Fulfillment: Winning and Losing in One-click America

Alec MacGillis

Fulfillment: Winning and Losing in One-click America
Format
Paperback
Publisher
Scribe Publications
Country
Australia
Published
28 September 2021
Pages
400
ISBN
9781922585264

Fulfillment: Winning and Losing in One-click America

Alec MacGillis

In 1937, the famed writer and activist Upton Sinclair published a novel bearing the subtitle A Story of Ford-America. He blasted the callousness of a company worth ‘a billion dollars’ that underpaid its workers while forcing them to engage in repetitive and sometimes dangerous assembly-line labour. Eighty-three years later, the market capitalisation of Amazon.com has exceeded one trillion dollars, while the value of the Ford Motor Company hovers around thirty billion. We have, it seems, entered the age of one-click America - and as the coronavirus makes Americans more dependent on online shopping, its sway will only intensify.

Alec MacGillis’s Fulfillment is not another inside account or exposé of our most conspicuously dominant company. Rather, it is a literary investigation of the America that falls within that company’s growing shadow. As MacGillis shows, Amazon’s sprawling network of delivery hubs, data centres, and corporate campuses epitomises a land where winner and loser cities and regions are drifting steadily apart, the civic fabric is unravelling, and work has become increasingly rudimentary and isolated.

Ranging across the country, MacGillis tells the stories of those who’ve thrived and struggled to thrive in this rapidly changing environment. In Seattle, high-paid workers in new office towers displace a historic black neighbourhood. In suburban Virginia, homeowners try to protect their neighbourhood from the environmental impact of a new data centre. Meanwhile, in El Paso, small office-supply firms seek to weather Amazon’s takeover of government procurement, and in Baltimore a warehouse supplants a fabled steel plant. Fulfillment also shows how Amazon has become a force in Washington, DC, ushering readers through a revolving door for lobbyists and government contractors and into CEO Jeff Bezos’s lavish Kalorama mansion.

With empathy and breadth, MacGillis demonstrates the hidden human costs of the other inequality – not the growing gap between rich and poor, but the gap between the country’s winning and losing regions. The result is an intimate account of contemporary capitalism: its drive to innovate, its dark, pitiless magic, and its remaking of America with every click.

Review

On the face of it, Amazon has made consumption very easy for a lot of people in America and elsewhere in the world: order goods online at discounted prices, and the items will arrive at your door before you could have even made it to the shops. But the true cost of this convenience is extensive. As has been well documented – most recently in this outstanding book by award-winning journalist Alec MacGillis – this trillion-dollar company is fundamentally changing industries, compromising the vibrancy of high streets, shifting urban landscapes and cities’ fortunes, rerouting global transport logistics and commodity production, impacting the opportunities and conditions of work for many people, and driving inequality. Amazon previously traded on its early identity as a ‘disruptor’, but it is now a dominating force that continuously concentrates its power over the passage of goods and information in unprecedented ways, its ideology turbocharged by the pandemic where stay-at-home and lockdown orders have driven yet more shoppers into its online embrace. Using the stories of individuals whose lives have intersected with Amazon in different ways, MacGillis tells a chilling but utterly gripping dystopian tale of the impact of Amazon on American life and many of its cities, where it seems almost nothing is left untouched by the company.

There is so much uncovered by this investigation that beggars belief and had me audibly exclaiming ‘what?!’ while reading, most notably the descriptions of the company’s interactions with city, state, and federal governments, all of which seem to be falling over themselves to accommodate this breathtakingly wealthy company’s ambitions with tax concessions and other financial incentives. MacGillis also tells an important story about the decline of heavy industry and manufacturing in parts of the country – workplaces that had been the basis of community pride, identity and belonging. This steady erosion of work opportunities alongside increasing demand for labour in warehousing and distribution at Amazon’s fulfilment and data centres, means that, for a significant cohort of workers, a job at Amazon is now the only option in town, and that work is often lower paid, precarious, and seasonal. The social and cultural impact of this transition is profound, and is essentially invisible during an online shopping session.

This book is absolutely essential reading for anyone with even a passing interest in the politics of work, the dynamics of corporate power, and late capitalism. It is also a crucial cautionary tale for us in Australia, where the true extent of an Amazon-dominated future has not yet been realised.


Alison Huber is the head book buyer at Readings.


## Problem details:
Write out, exactly and in full, the line where "Describe the element" appears together with all lines that follow it in the entries below. Do not include pictures.

## Material for this task:
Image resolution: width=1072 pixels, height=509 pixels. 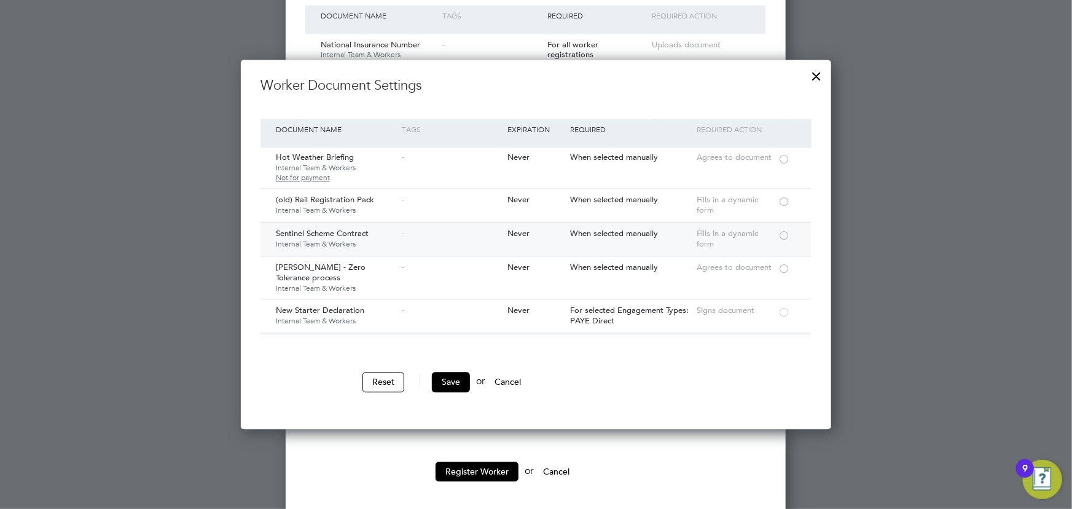 What do you see at coordinates (573, 50) in the screenshot?
I see `span: For all worker registrations` at bounding box center [573, 50].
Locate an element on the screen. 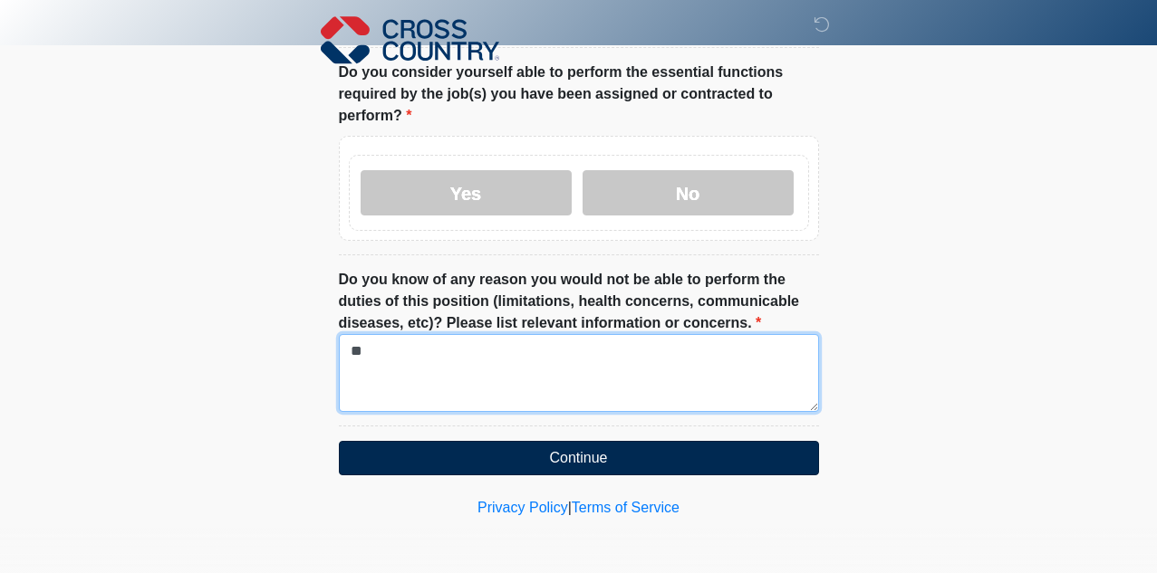 This screenshot has width=1157, height=573. label: No is located at coordinates (688, 193).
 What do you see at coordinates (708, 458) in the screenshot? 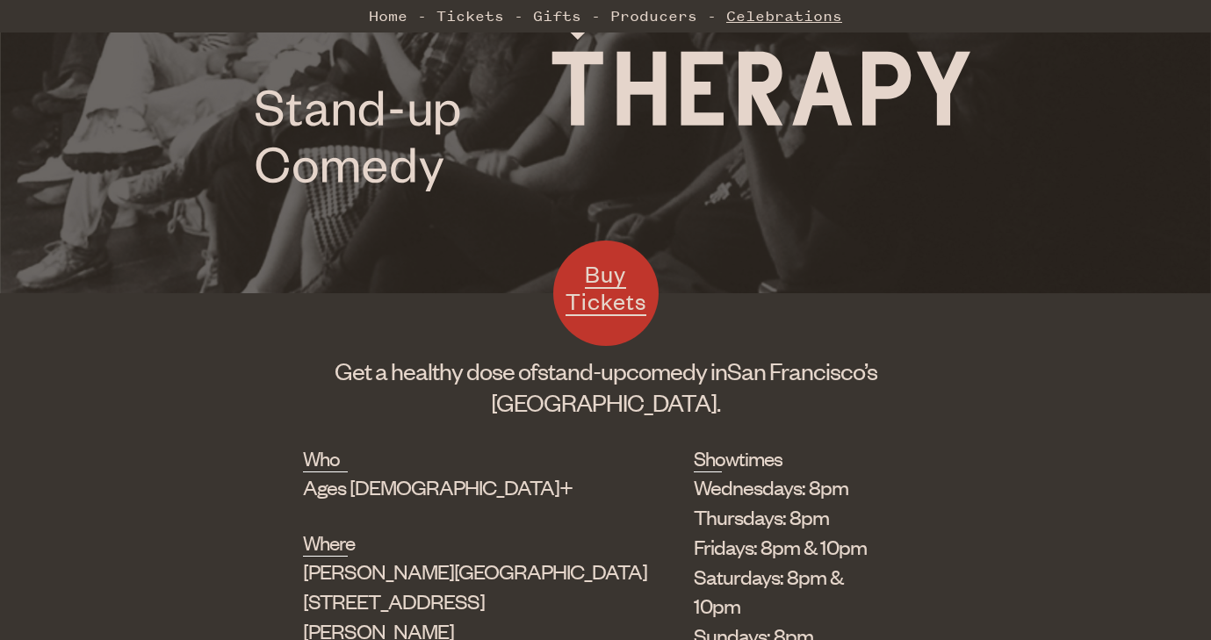
I see `h2: Showtimes` at bounding box center [708, 458].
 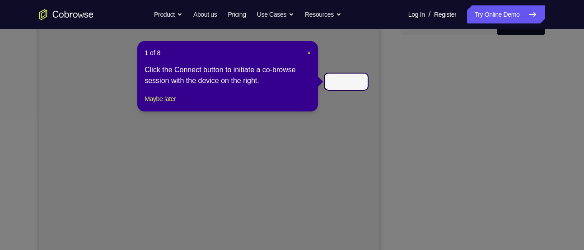 I want to click on button: Product, so click(x=168, y=14).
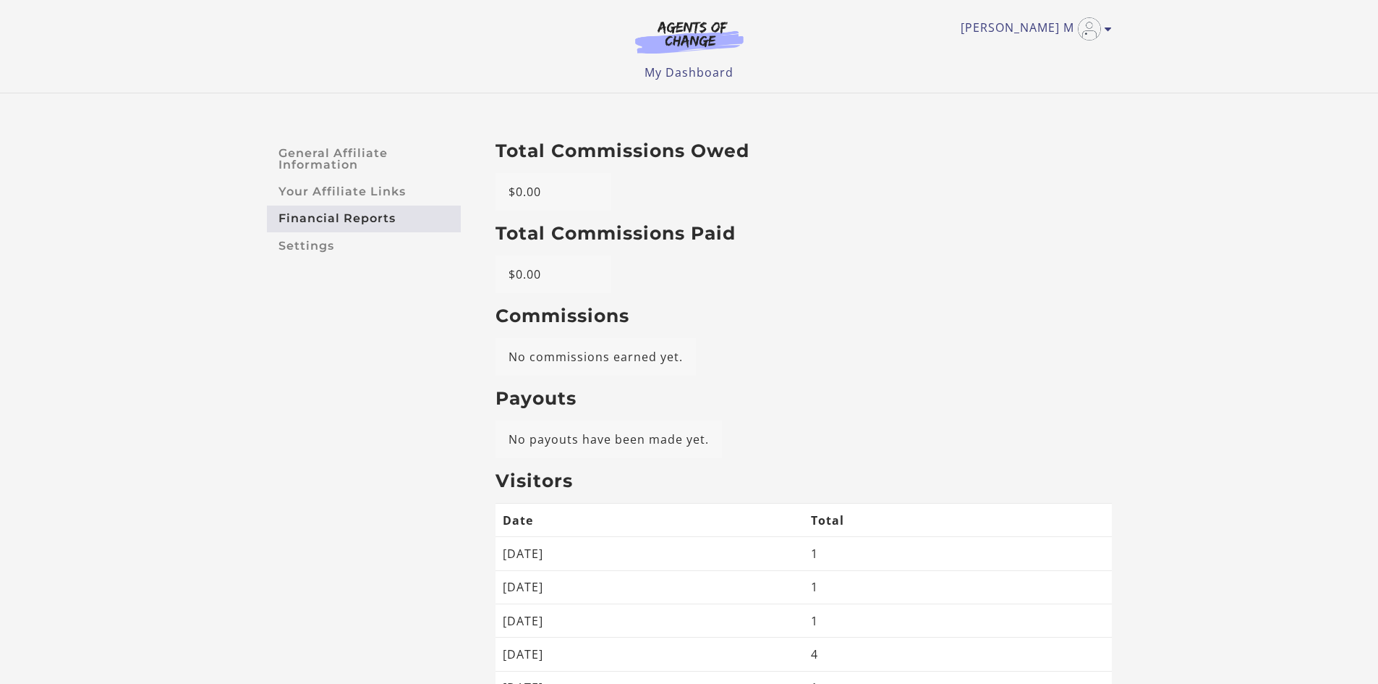 This screenshot has height=684, width=1378. I want to click on a: Toggle menu, so click(1032, 29).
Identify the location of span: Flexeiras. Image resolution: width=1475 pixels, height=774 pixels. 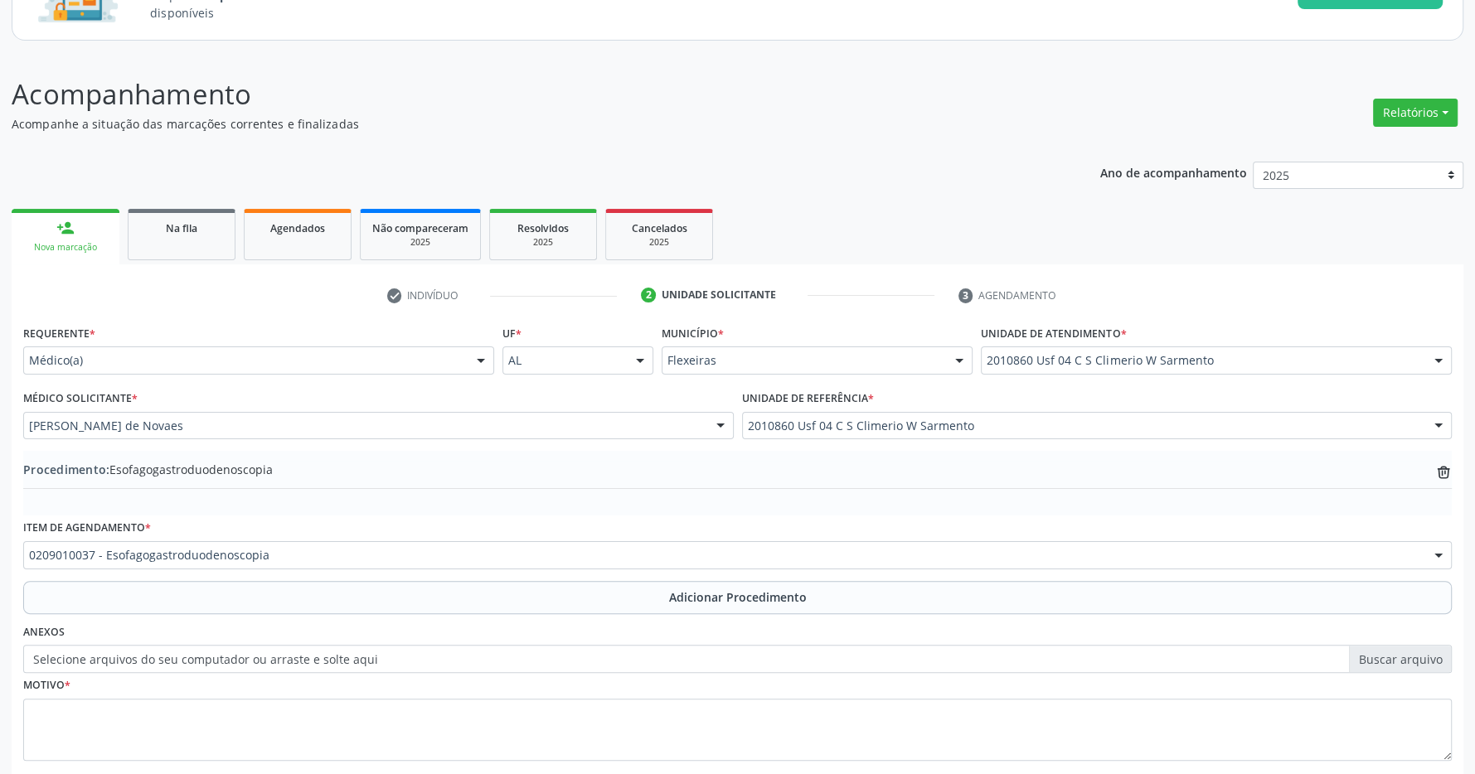
(803, 361).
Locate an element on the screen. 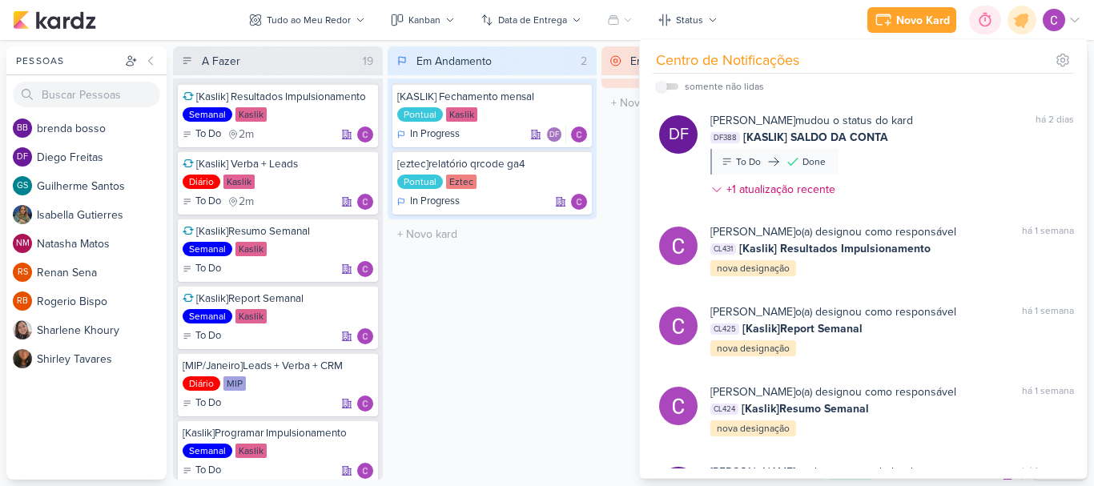  p: GS is located at coordinates (22, 186).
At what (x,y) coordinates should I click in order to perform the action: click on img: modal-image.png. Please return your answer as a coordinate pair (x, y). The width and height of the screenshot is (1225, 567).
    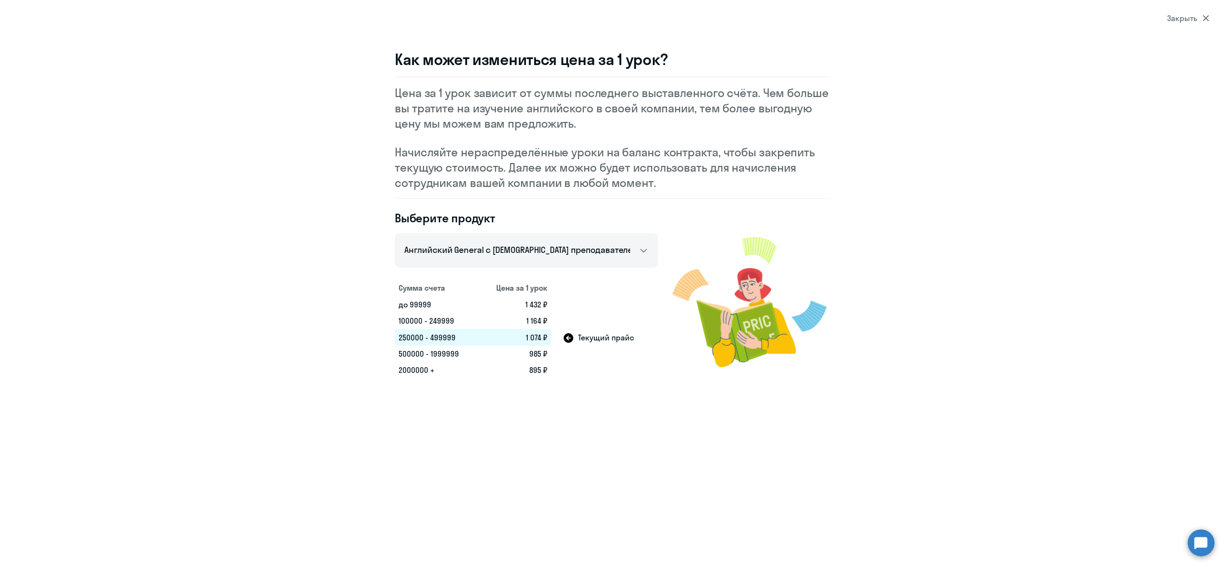
    Looking at the image, I should click on (751, 302).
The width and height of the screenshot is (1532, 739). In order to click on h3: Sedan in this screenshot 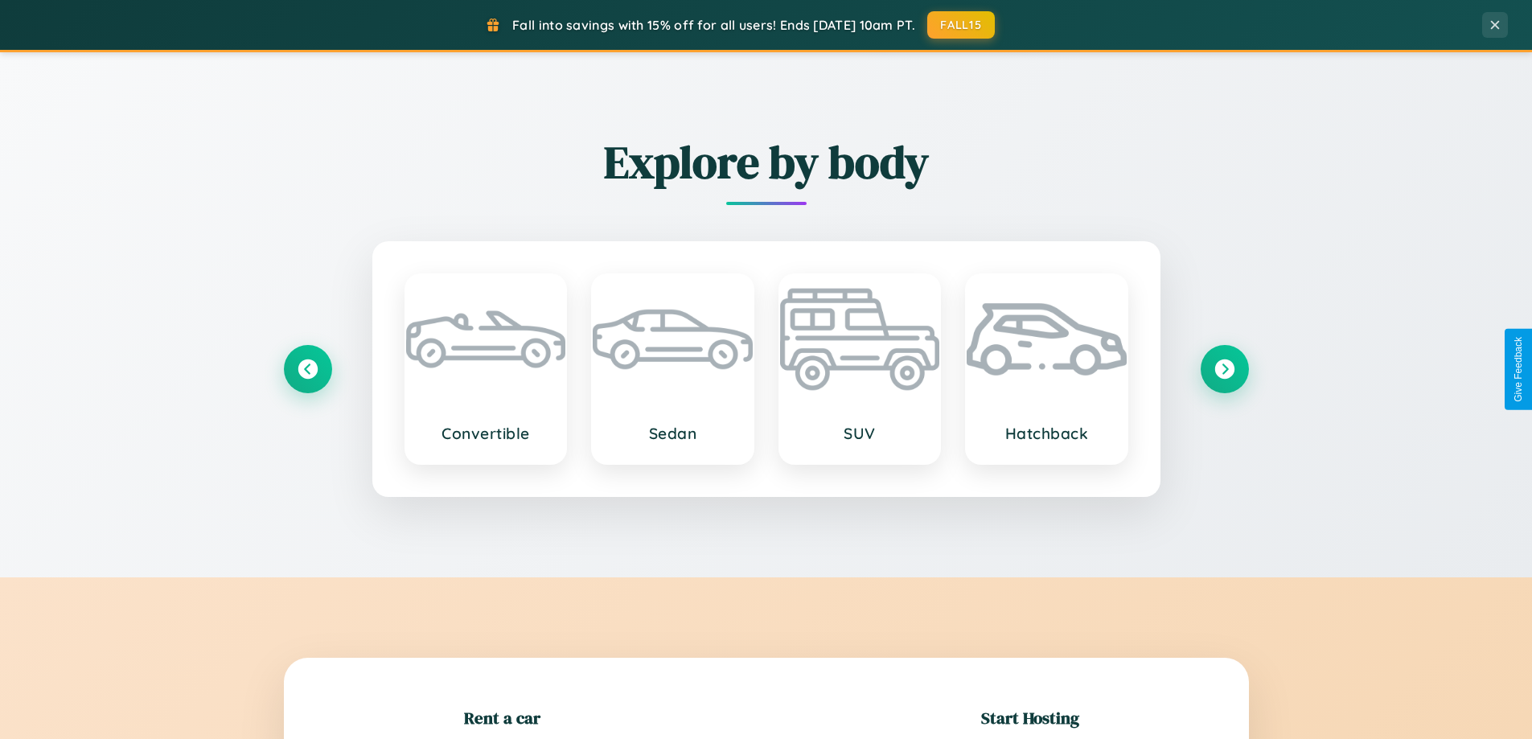, I will do `click(672, 433)`.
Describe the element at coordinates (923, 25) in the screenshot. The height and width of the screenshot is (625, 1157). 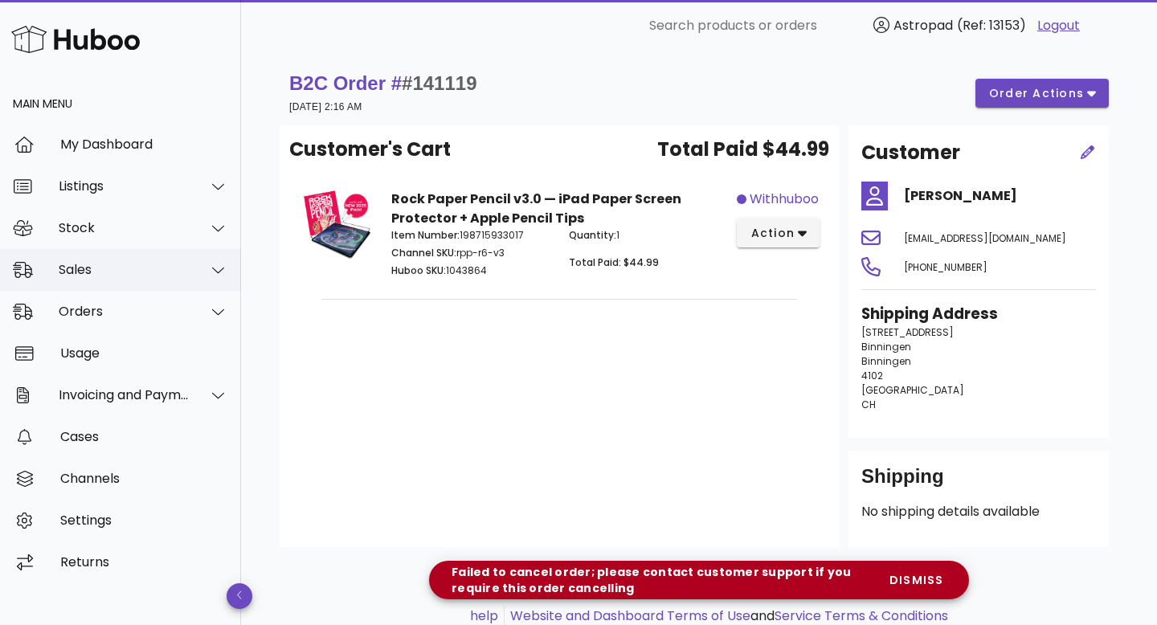
I see `span: Astropad` at that location.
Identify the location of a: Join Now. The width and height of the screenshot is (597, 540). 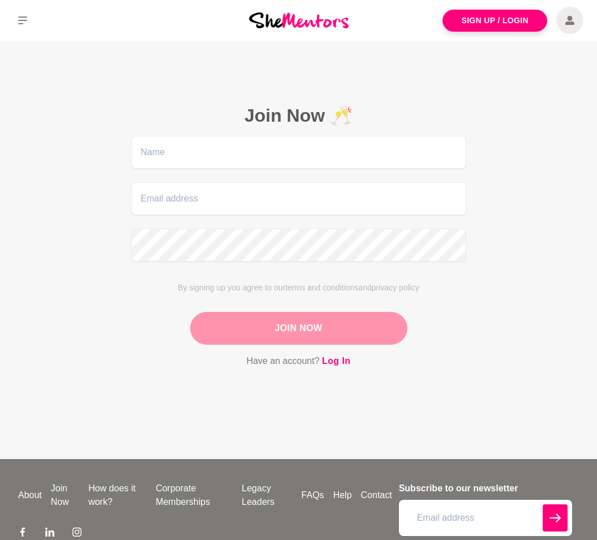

## Exercise output:
Describe the element at coordinates (923, 25) in the screenshot. The height and width of the screenshot is (625, 1157). 
I see `span: Astropad` at that location.
Identify the location of a: Join Now. The width and height of the screenshot is (597, 540). 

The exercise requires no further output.